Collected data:
• • • • • • •

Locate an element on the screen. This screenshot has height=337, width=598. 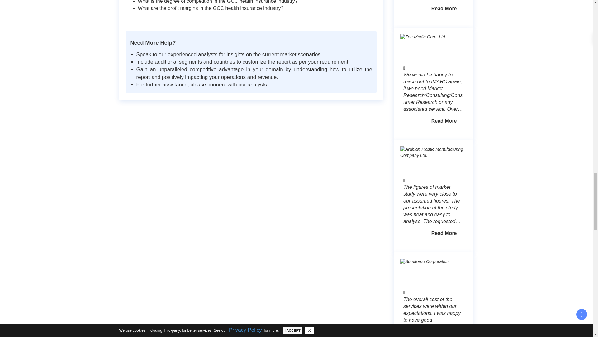
Know more is located at coordinates (444, 121).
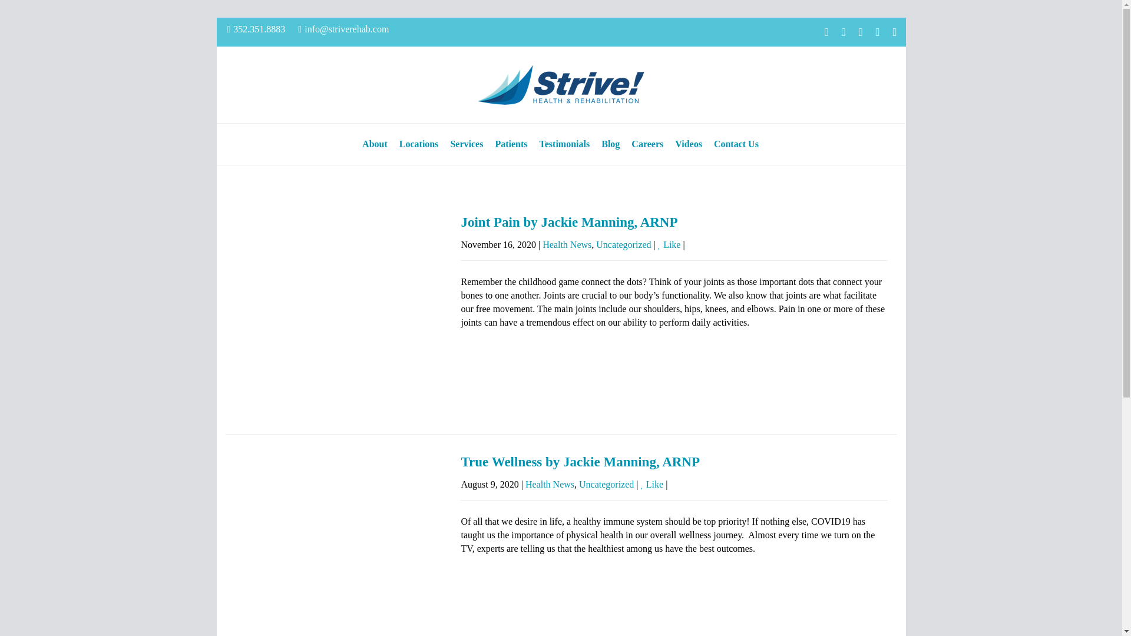  I want to click on Services, so click(467, 144).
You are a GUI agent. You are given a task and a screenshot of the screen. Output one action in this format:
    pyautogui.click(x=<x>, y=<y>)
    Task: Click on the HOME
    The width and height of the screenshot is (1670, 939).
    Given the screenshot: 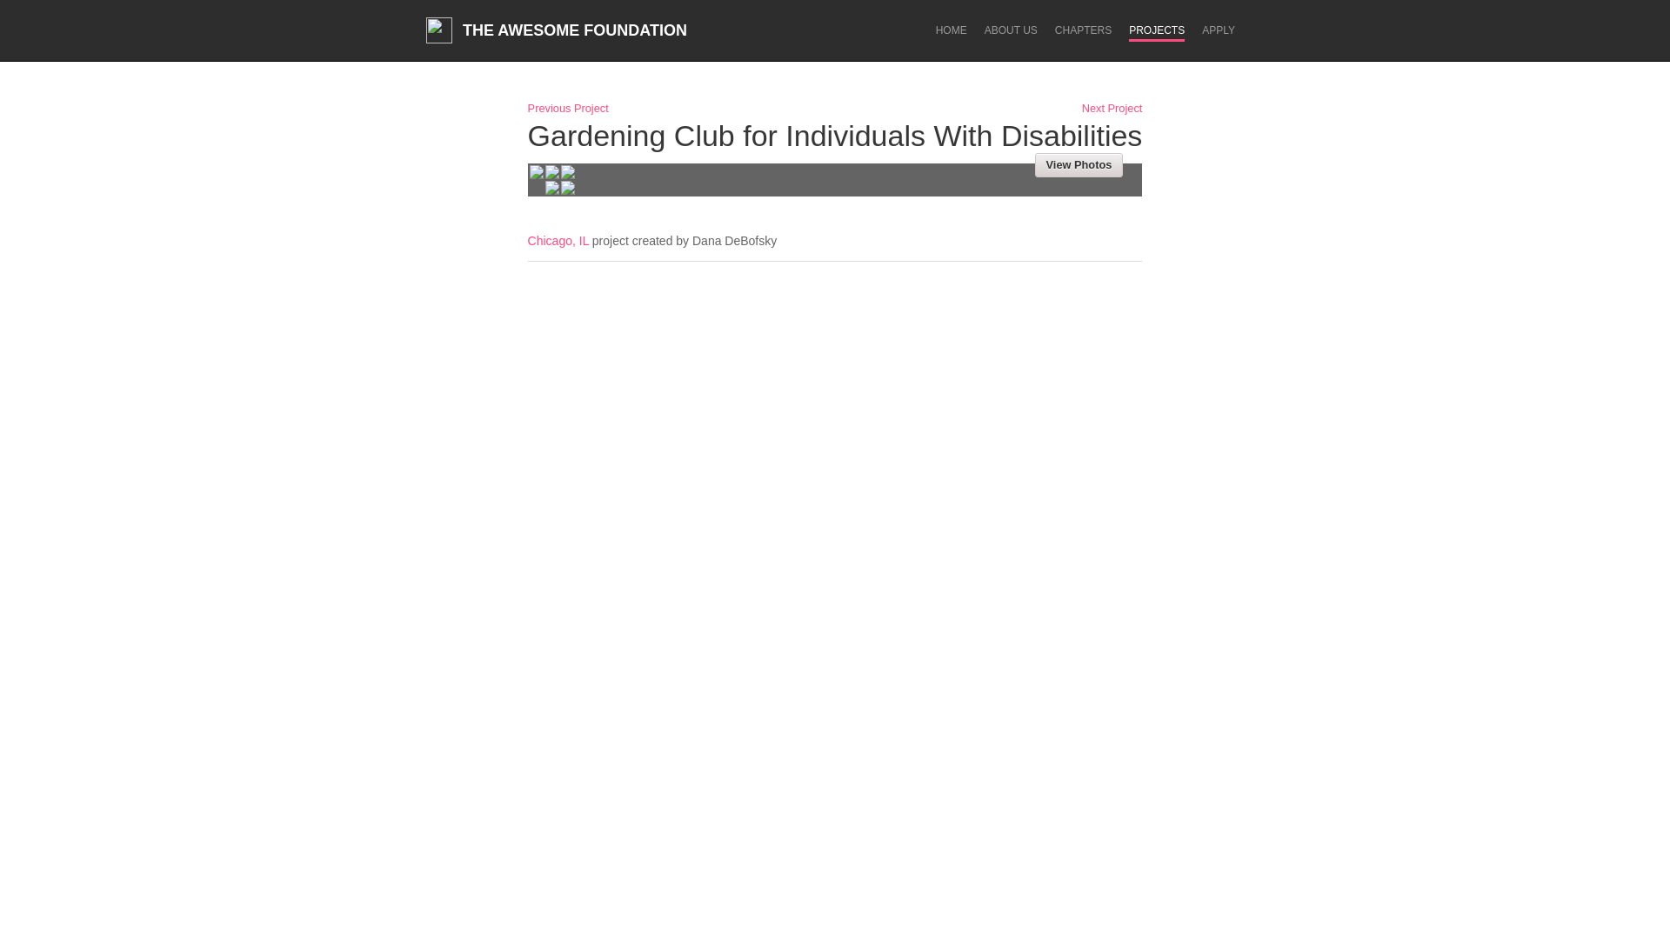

• • • • • • •

• PROBLEM
If a record holds a picture, drop the picture and return the rest of it exactly.

• EXERCISE RESULT
Locate an element on the screen. This screenshot has height=337, width=598. 
Know more is located at coordinates (444, 121).
  I want to click on Services, so click(467, 144).
You are a GUI agent. You are given a task and a screenshot of the screen. Output one action in this format:
    pyautogui.click(x=<x>, y=<y>)
    Task: Click on the HOME
    The width and height of the screenshot is (1670, 939).
    Given the screenshot: 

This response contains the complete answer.